GRMN2660K - Ontology of Life: Reading Heidegger's Being and Time with Derrida (G. Richter and D. Krell)
Martin Heidegger's Being and Time (1927) develops a "fundamental ontology" of Dasein, or human existence. Dasein, which in each case dies, is for the time being alive. How does mortal human being relate to other life forms? We will read Heidegger's masterpiece in its entirety with this question in mind, a question sharply honed by Jacques Derrida in his Of Spirit, Aporias, and The Beast and the Sovereign, that is, from the 1980s until his death in 2004.
GRMN2660A - On the Sublime (Z. Sng)
Survey of major theories of the sublime from antiquity to modern times, with emphasis on German, British, and French texts from the 18th to 20th centuries. Authors include Longinus, Immanuel Kant, Edmund Burke, Jean-Francois Lyotard, and Neil Hertz.
GRMN 2660L - Hölderlin, in Theory (Z. Sng)
We will spend the semester reading the enigmatic writings of Friedrich Hoelderlin, with particular focus on the pivotal role that he has come to play in major philological and philosophical projects of our time. Critical readings include texts by Heidegger, Adorno, Benjamin, de Man, and Lacoue-Labarthe.
In Related Departments
HIST 2980W - First Person History in Times of Crisis: Witnessing, Memory, Fiction (O. Bartov)
This seminar examines the relationship between History as a narrative of events and history as individual experience. Postulating that historical events as related by historians were experienced in numerous different ways by their protagonists, the seminar focuses on the complementary and contradictory aspects of this often fraught relationship at times of crisis, especially in war and genocide. While much time will be spent on World War II and the Holocaust, the seminar will engage with other modern wars and genocides across the world. Materials will include eyewitness reports, postwar testimonies and trial records, memoirs and relevant works of fiction.
COLT 2821B - Memory/Commemoration/Testimony (S. Bernstein)

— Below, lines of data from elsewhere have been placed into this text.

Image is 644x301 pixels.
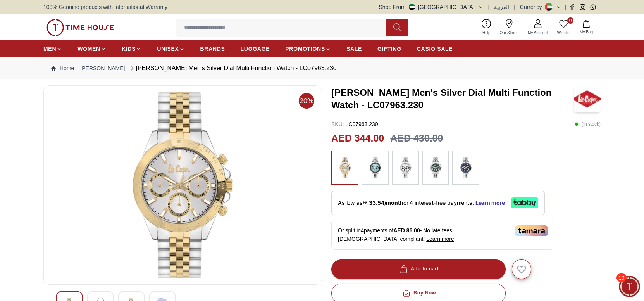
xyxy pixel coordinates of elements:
p: LC07963.230 [331,120,379,128]
div: Or split in 4 payments of - No late fees, [DEMOGRAPHIC_DATA] compliant! [331,220,555,250]
span: | [514,3,516,11]
span: CASIO SALE [417,45,453,53]
a: 0Wishlist [553,17,575,37]
a: Whatsapp [590,4,596,10]
span: My Bag [577,29,596,35]
img: ... [46,19,114,36]
span: | [488,3,490,11]
span: BRANDS [200,45,226,53]
img: Tamara [515,226,548,236]
img: ... [426,154,445,181]
div: [PERSON_NAME] Men's Silver Dial Multi Function Watch - LC07963.230 [128,64,337,73]
img: ... [366,154,385,181]
a: GIFTING [378,42,402,56]
span: Help [479,30,494,36]
button: My Bag [575,18,598,36]
h3: [PERSON_NAME] Men's Silver Dial Multi Function Watch - LC07963.230 [331,86,574,111]
p: ( In stock ) [575,120,600,128]
span: UNISEX [157,45,178,53]
a: Instagram [580,4,586,10]
div: Add to cart [398,265,439,273]
a: Our Stores [495,17,524,37]
span: GIFTING [378,45,402,53]
a: Facebook [569,4,575,10]
span: WOMEN [78,45,100,53]
img: Lee Cooper Men's Silver Dial Multi Function Watch - LC07963.230 [574,86,600,112]
a: Help [478,17,495,37]
span: 100% Genuine products with International Warranty [44,3,168,11]
button: العربية [494,3,509,11]
span: KIDS [122,45,136,53]
nav: Breadcrumb [44,57,600,79]
span: LUGGAGE [241,45,271,53]
div: Chat Widget [619,276,640,297]
a: KIDS [122,42,141,56]
img: Lee Cooper Men's Silver Dial Multi Function Watch - LC07963.230 [50,92,315,278]
button: Add to cart [331,260,505,279]
span: Our Stores [497,30,521,36]
span: Wishlist [554,30,574,36]
span: 0 [567,17,574,24]
div: Currency [520,3,545,11]
a: BRANDS [200,42,226,56]
span: | [565,3,566,11]
span: 20% [299,93,314,109]
a: Home [51,65,74,72]
a: PROMOTIONS [285,42,331,56]
h3: AED 430.00 [390,131,443,146]
span: SKU : [331,121,344,127]
a: LUGGAGE [241,42,271,56]
span: PROMOTIONS [285,45,325,53]
a: [PERSON_NAME] [80,65,125,72]
img: ... [396,154,415,181]
span: My Account [525,30,551,36]
a: SALE [347,42,362,56]
span: 10 [616,273,627,282]
div: Buy Now [401,289,436,297]
img: ... [335,154,355,181]
a: UNISEX [157,42,184,56]
button: Shop From[GEOGRAPHIC_DATA] [379,3,484,11]
span: AED 86.00 [393,227,420,234]
a: MEN [44,42,62,56]
a: CASIO SALE [417,42,453,56]
span: SALE [347,45,362,53]
img: United Arab Emirates [409,4,415,10]
a: WOMEN [78,42,106,56]
span: MEN [44,45,56,53]
h2: AED 344.00 [331,131,384,146]
img: ... [456,154,476,181]
span: Learn more [426,236,454,242]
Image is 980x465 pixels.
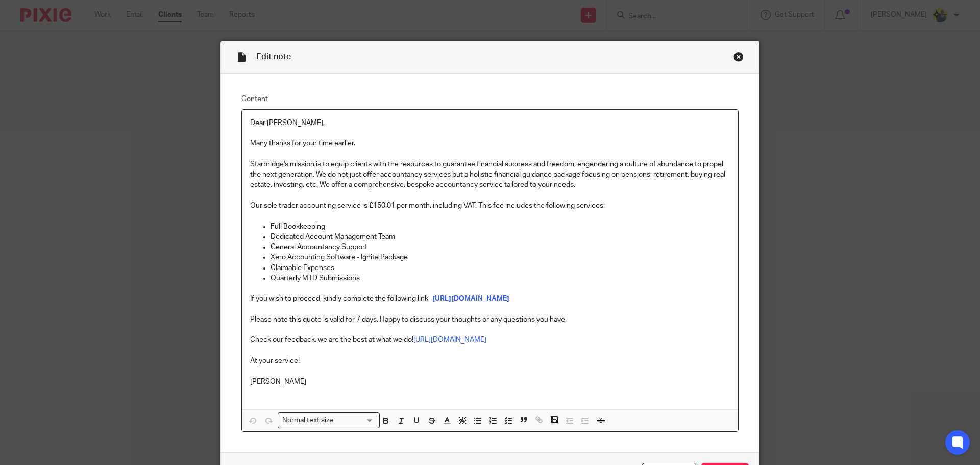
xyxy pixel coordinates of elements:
p: If you wish to proceed, kindly complete the following link - [250,293,730,304]
p: Dear [PERSON_NAME], [250,118,730,128]
a: [URL][DOMAIN_NAME] [413,336,487,344]
p: Quarterly MTD Submissions [271,273,730,284]
p: Starbridge's mission is to equip clients with the resources to guarantee financial success and fr... [250,159,730,191]
p: Dedicated Account Management Team [271,232,730,242]
p: [PERSON_NAME] [250,377,730,387]
span: Normal text size [280,415,336,426]
p: Please note this quote is valid for 7 days. Happy to discuss your thoughts or any questions you h... [250,315,730,325]
div: Search for option [277,413,379,429]
span: Edit note [256,52,291,61]
p: Check our feedback, we are the best at what we do! [250,335,730,345]
p: Many thanks for your time earlier. [250,138,730,148]
p: Our sole trader accounting service is £150.01 per month, including VAT. This fee includes the fol... [250,201,730,211]
p: Claimable Expenses [271,263,730,273]
input: Search for option [337,415,373,426]
div: Close this dialog window [734,52,744,62]
a: [URL][DOMAIN_NAME] [432,295,509,302]
p: General Accountancy Support [271,242,730,252]
p: At your service! [250,356,730,366]
p: Full Bookkeeping [271,222,730,232]
p: Xero Accounting Software - Ignite Package [271,252,730,262]
label: Content [242,94,738,104]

An investigation of the mnemonic functions of poetry from the elegy to historical witnessing in the Romantic and post-romantic period. We will study the creative and performative function of memory as well as processes of repetition, recollection, trauma and canon-formation. Theoretical and poetic texts will be studied together. Authors will include: Rousseau, Wordsworth, Hölderlin, Lamartine, Baudelaire, Dickinson, H.D., Rilke, Celan, Reznikoff; Heidegger, Freud, Arendt, Adorno, Derrida, de Man, Ronell.
HMAN 2970H - Realism, Idealism, and Modernity I: From Early Modernity through German Idealism (P. Guyer)

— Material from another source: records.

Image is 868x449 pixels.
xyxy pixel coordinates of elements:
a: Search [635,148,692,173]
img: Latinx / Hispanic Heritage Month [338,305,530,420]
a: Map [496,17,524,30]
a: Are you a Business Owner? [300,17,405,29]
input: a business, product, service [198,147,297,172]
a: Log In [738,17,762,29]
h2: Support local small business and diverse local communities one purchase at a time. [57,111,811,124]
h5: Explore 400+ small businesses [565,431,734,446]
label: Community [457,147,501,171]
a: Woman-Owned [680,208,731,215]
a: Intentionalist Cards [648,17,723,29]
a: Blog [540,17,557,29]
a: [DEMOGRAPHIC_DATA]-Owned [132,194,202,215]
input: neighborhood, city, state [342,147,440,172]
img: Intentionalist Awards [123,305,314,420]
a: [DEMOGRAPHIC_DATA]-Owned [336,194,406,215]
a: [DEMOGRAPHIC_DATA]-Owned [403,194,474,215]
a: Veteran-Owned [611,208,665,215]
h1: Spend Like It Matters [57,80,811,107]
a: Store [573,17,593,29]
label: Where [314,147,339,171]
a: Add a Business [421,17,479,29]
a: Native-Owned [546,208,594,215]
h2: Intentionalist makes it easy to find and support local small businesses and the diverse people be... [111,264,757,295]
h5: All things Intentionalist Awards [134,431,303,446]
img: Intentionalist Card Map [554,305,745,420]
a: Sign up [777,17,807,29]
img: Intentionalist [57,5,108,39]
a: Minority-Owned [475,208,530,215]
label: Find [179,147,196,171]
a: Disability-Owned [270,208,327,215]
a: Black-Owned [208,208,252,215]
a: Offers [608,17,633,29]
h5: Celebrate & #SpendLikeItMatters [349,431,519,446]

Debates between realism and idealism are central to modernity. The opposition between them might seem straightforward, realism being the philosophy of the scientific worldview, idealism the philosophy of more traditional religion and morality. But sometimes idealism has been the philosophical basis for modern science and moral autonomy, and realism the basis for more traditional worldviews. The philosophical debate between realism and idealism is thus part of the larger struggle over science, religion, morality and politics in modern culture. This course will begin a two-semester study of this complex dialectic from the seventeenth to the twentieth centuries.
COLT2820S - Poetry after Kant (K. McLaughlin)

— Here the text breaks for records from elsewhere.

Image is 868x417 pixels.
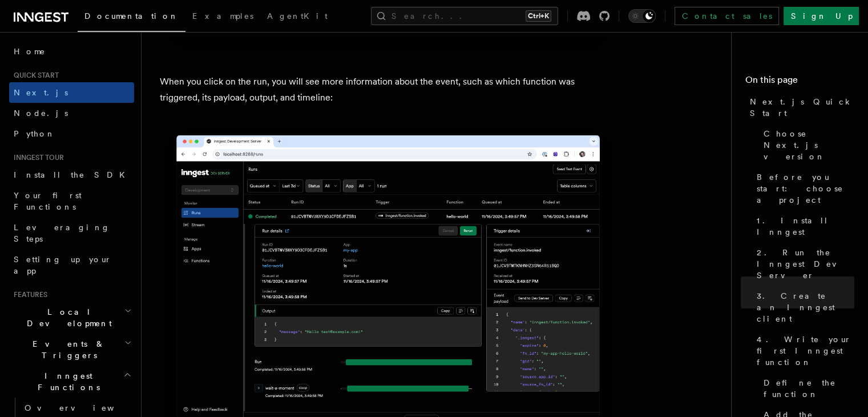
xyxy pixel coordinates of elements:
button: Local Development [9,301,134,333]
span: 1. Install Inngest [757,215,855,237]
span: Examples [192,12,253,20]
span: Overview [25,403,142,413]
kbd: Ctrl+K [526,10,552,22]
a: Contact sales [674,7,779,25]
a: Install the SDK [9,164,134,185]
a: 3. Create an Inngest client [752,285,855,329]
span: Leveraging Steps [14,223,110,243]
span: Setting up your app [14,255,112,275]
span: 4. Write your first Inngest function [757,333,855,368]
a: Documentation [78,4,186,32]
a: Choose Next.js version [760,123,855,167]
a: Next.js [9,82,134,103]
span: Features [9,290,47,299]
a: Next.js Quick Start [746,92,855,123]
span: Define the function [764,377,855,400]
span: Home [14,46,46,57]
span: Next.js Quick Start [750,96,855,119]
span: Quick start [9,71,59,80]
a: Home [9,41,134,62]
a: Python [9,123,134,144]
span: Documentation [84,12,179,20]
a: Examples [186,4,260,31]
a: Before you start: choose a project [752,167,855,210]
span: Before you start: choose a project [757,171,855,205]
span: Next.js [14,88,68,97]
button: Events & Triggers [9,333,134,365]
span: Choose Next.js version [764,128,855,162]
p: When you click on the run, you will see more information about the event, such as which function ... [160,74,616,106]
a: 2. Run the Inngest Dev Server [752,242,855,285]
span: Your first Functions [14,191,81,211]
span: AgentKit [267,12,327,20]
a: Node.js [9,103,134,123]
a: AgentKit [260,4,335,31]
span: Inngest tour [9,153,64,162]
a: Sign Up [784,7,859,25]
span: Inngest Functions [9,370,123,393]
a: Your first Functions [9,185,134,217]
span: Install the SDK [14,170,132,179]
button: Search...Ctrl+K [371,7,558,25]
a: Define the function [760,373,855,405]
h4: On this page [746,73,855,92]
a: Setting up your app [9,249,134,281]
span: Local Development [9,306,124,329]
span: 2. Run the Inngest Dev Server [757,247,855,281]
span: 3. Create an Inngest client [757,290,855,325]
button: Toggle dark mode [629,9,656,23]
span: Node.js [14,108,68,118]
span: Python [14,129,55,138]
span: Events & Triggers [9,338,124,361]
button: Inngest Functions [9,365,134,397]
a: 1. Install Inngest [752,210,855,242]
a: Leveraging Steps [9,217,134,249]
a: 4. Write your first Inngest function [752,329,855,373]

Begins with the intensive study of a selection of writings by Kant focused especially on force and conflict in politics and aesthetics. This study, along with relevant readings from more recent work, will provide the basis for an approach to this topic in nineteenth-century poetry. Readings of Kant, Walter Benjamin, Jacques Derrida, and Giorgio Agamben, leading to several "case studies" of 19th--century poetry, including works by Hölderlin, Baudelaire, and Matthew Arnold.